Charlie Hebdo: is nothing sacred?
Until we know what we would die for, we don't know why we're alive. But what, if anything, would you be willing to kill for?
I hesitate to comment on the massacre in Paris, because just as with the tragedy in Peshawar I feel there is a huge difference between what we actually feel and what we feel obliged to publicly profess to feel about such incidents.
Social media hands us information that is at least thrice cooked: events become news, news becomes commentary and commentary becomes opinion and debate, to which we find ourselves thrown. The swiftly conjured sense of outrage, sadness, disbelief and displaced rumbling fear is not direct and visceral—it is generated and filtered through layers of reporting and opinion, to which we are apparently supposed to add another layer of our own. I feel we don't say enough about this uncomfortable sense of knowing that we should feel a certain way, wanting to, finding that we don't, and yet responding as if we do.
No-one should feel obliged to manufacture opinions or feelings about Charlie Hebdo, but I’ve spent several months writing a recently released report calledSpiritualise for Britain’s Royal Society of Arts which shows the relevance of the spiritual to public life. So it feels remiss not to say something in this case. Who knows about the ultimate motives or causes of these particular events, but what is going on in reactions to the news is very clearly about what, if anything, is sacred.
On the one hand, freedom of speech is presented as something on which there can be no compromise. On the other there is a view of religious sanctity that believes that there are important limits to what can be said or shown without causing, not just 'offence', but a deep moral transgression—an existential threat to one's honour, identity and sense of being in the world.
This juxtaposition does not assume any moral equivalence between the two positions, nor does it condone violence, and certainly not murder. I was as touched as anybody by some of the extraordinarily pungent, brilliant, defiant cartoons penned in response to the killings in Paris, and having allowed some time to pass, I feel sadness and anger at the fact that lives of innocent people were extinguished yesterday morning.
But the muscular liberalism in evidence in the response from the European press, feels painfully partial. I’ve noticed two questionable ideas in particular.
The first is the completely uncompromising attitude that says something like: We have every right to offend as much as we God damn want to, because this thing- this freedom of speech- this freedom of expression is, very, oh, hang on, that's right...it's sacred. It's something we not only value, but something through which we define ourselves and our moral boundaries. It's something of which we want to say: if you take away that, we have nothing left.
But follow that thought through and where do you end up? I don't think it makes much sense to speak of 'reasons' for terrorist acts, but I'm fairly sure it's not just about being 'offended'. Martin Luther King famously said that until we know what we would die for, we don't know why we're alive, and you can push that a bit further - what, if anything, would you be willing to kill for?
Nothing? Perhaps, but I wonder, when you allow your dark imagination to think of the worst, most perverted and provocative things that could happen to the people, ideas and places that mean most to you - could nothing tip you over the edge? If so, extend that imagination to different cultures, values, histories, times, and places, and one's sense of what could be sacred will inevitably shift.

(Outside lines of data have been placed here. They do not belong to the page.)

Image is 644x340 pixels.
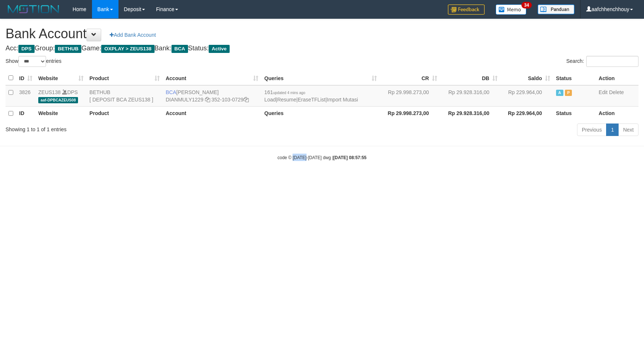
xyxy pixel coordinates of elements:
span: Active [556,90,563,96]
th: Account: activate to sort column ascending [163,71,261,85]
span: updated 4 mins ago [273,91,305,95]
select: Showentries [19,56,46,67]
th: ID [16,107,35,120]
td: DPS [35,85,86,107]
td: Rp 29.928.316,00 [441,85,501,107]
th: Saldo: activate to sort column ascending [501,71,554,85]
th: CR: activate to sort column ascending [380,71,441,85]
label: Search: [566,56,639,67]
span: BCA [172,45,188,53]
span: DPS [19,45,35,53]
span: Active [209,45,230,53]
a: Resume [277,97,296,103]
strong: [DATE] 08:57:55 [333,155,367,160]
a: Copy 3521030729 to clipboard [243,97,249,103]
div: Showing 1 to 1 of 1 entries [6,123,263,133]
img: Button%20Memo.svg [496,5,527,14]
a: Next [618,123,639,136]
h1: Bank Account [6,27,639,41]
img: panduan.png [538,5,574,14]
th: DB: activate to sort column ascending [441,71,501,85]
span: OXPLAY > ZEUS138 [101,45,154,53]
th: Rp 29.998.273,00 [380,107,441,120]
th: Action [596,71,639,85]
th: Website [35,107,86,120]
td: Rp 29.998.273,00 [380,85,441,107]
a: Copy DIANMULY1229 to clipboard [205,97,210,103]
th: Account [163,107,261,120]
th: Queries [261,107,380,120]
a: ZEUS138 [38,89,61,95]
a: EraseTFList [298,97,325,103]
span: 161 [264,89,305,95]
span: BCA [166,89,176,95]
h4: Acc: Group: Game: Bank: Status: [6,45,639,52]
span: | | | [264,89,358,103]
img: Feedback.jpg [448,5,485,14]
th: Action [596,107,639,120]
th: ID: activate to sort column ascending [16,71,35,85]
img: MOTION_logo.png [6,3,61,14]
td: [PERSON_NAME] 352-103-0729 [163,85,261,107]
td: BETHUB [ DEPOSIT BCA ZEUS138 ] [86,85,163,107]
span: aaf-DPBCAZEUS08 [38,97,78,103]
a: Previous [577,123,607,136]
th: Queries: activate to sort column ascending [261,71,380,85]
th: Rp 29.928.316,00 [441,107,501,120]
label: Show entries [6,56,61,67]
th: Website: activate to sort column ascending [35,71,86,85]
span: Paused [565,90,573,96]
a: Add Bank Account [105,29,161,41]
th: Product: activate to sort column ascending [86,71,163,85]
small: code © [DATE]-[DATE] dwg | [278,155,367,160]
a: Delete [609,89,624,95]
a: 1 [606,123,619,136]
a: Load [264,97,276,103]
td: 3826 [16,85,35,107]
td: Rp 229.964,00 [501,85,554,107]
a: DIANMULY1229 [166,97,203,103]
th: Rp 229.964,00 [501,107,554,120]
span: 34 [522,2,532,9]
th: Product [86,107,163,120]
th: Status [554,71,596,85]
a: Edit [599,89,608,95]
a: Import Mutasi [327,97,358,103]
input: Search: [587,56,639,67]
th: Status [554,107,596,120]
span: BETHUB [55,45,81,53]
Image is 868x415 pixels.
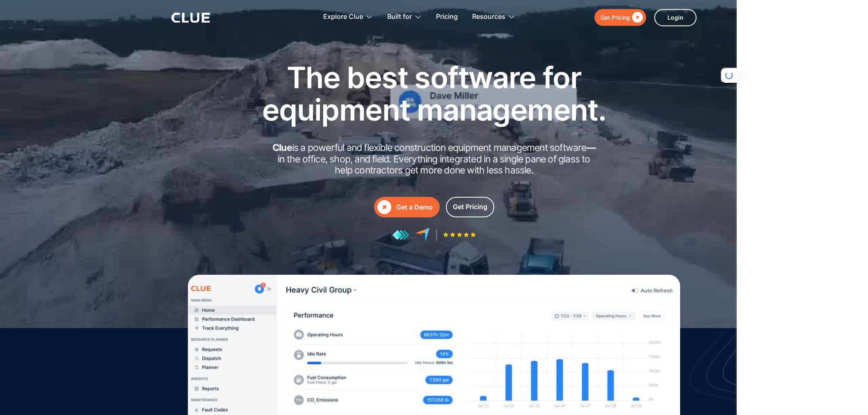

The uncompromising spirit that says that there are no limits to freedom of expression is something to believe in, identify and get behind. But in doing so, we shouldn’t believe in the notion that it is universally sacred. That would be another kind of ideological imperialism.
The second false move is to say: it's not that freedom of speech is sacred, it's that nothing is sacred. So for goodness sake don't sacralise Charlie Hebdo - that's not true to the memory of those who died, because their raison d'etre was precisely to show that nothing is sacred, as this piece in Aljazeera America articulates so well:
"There is an old Parisian tradition of cheeky humor that respects nothing and no one. The French even have a word for it: “gouaille.” Think of obscene images of Marie-Antoinette and other royals, of priests in flagrante delicto with nuns, of devils farting in the pope's face and Daumier’s caricatures of King Louis-Philippe, whom he portrayed in the shape of a pear. It's an anarchic populist form of obscenity that aims to cut down anything that would erect itself as venerable, sacred or powerful."
The problem with this position is that it also presents as universal what is culturally specific, and it sacralizes the process of perpetual desacralisation. Jonathan Haidt, author of the "The Righteous Mind," would point out that we do this because the values of honour and sanctity and authority are not well understood in liberal democracies—and they are experienced as values, not merely ideas. They are often valued with just as much intensity as freedom and care are valued, which is not at all to say that they justify murder.
The point is that is no getting away from the sacred, because it is not ultimately about religion at all, but about the fundamental human need for touchstones, without which we struggle to make sense of our lives, alone and together. In Spiritualise we quote Gordon Lynch, a specialist in the sociology of the sacred:
“The persistence of the sacred is not a symptom of a persistent cultural backwardness that rational Enlightenment can cure, but an inherent structure of morally boundaried societies.”
Personally I'm not sure how best to respond to what happened in Paris, but I’m fairly sure that recognising the complexity and ubiquity of the sacred would be a good place to start.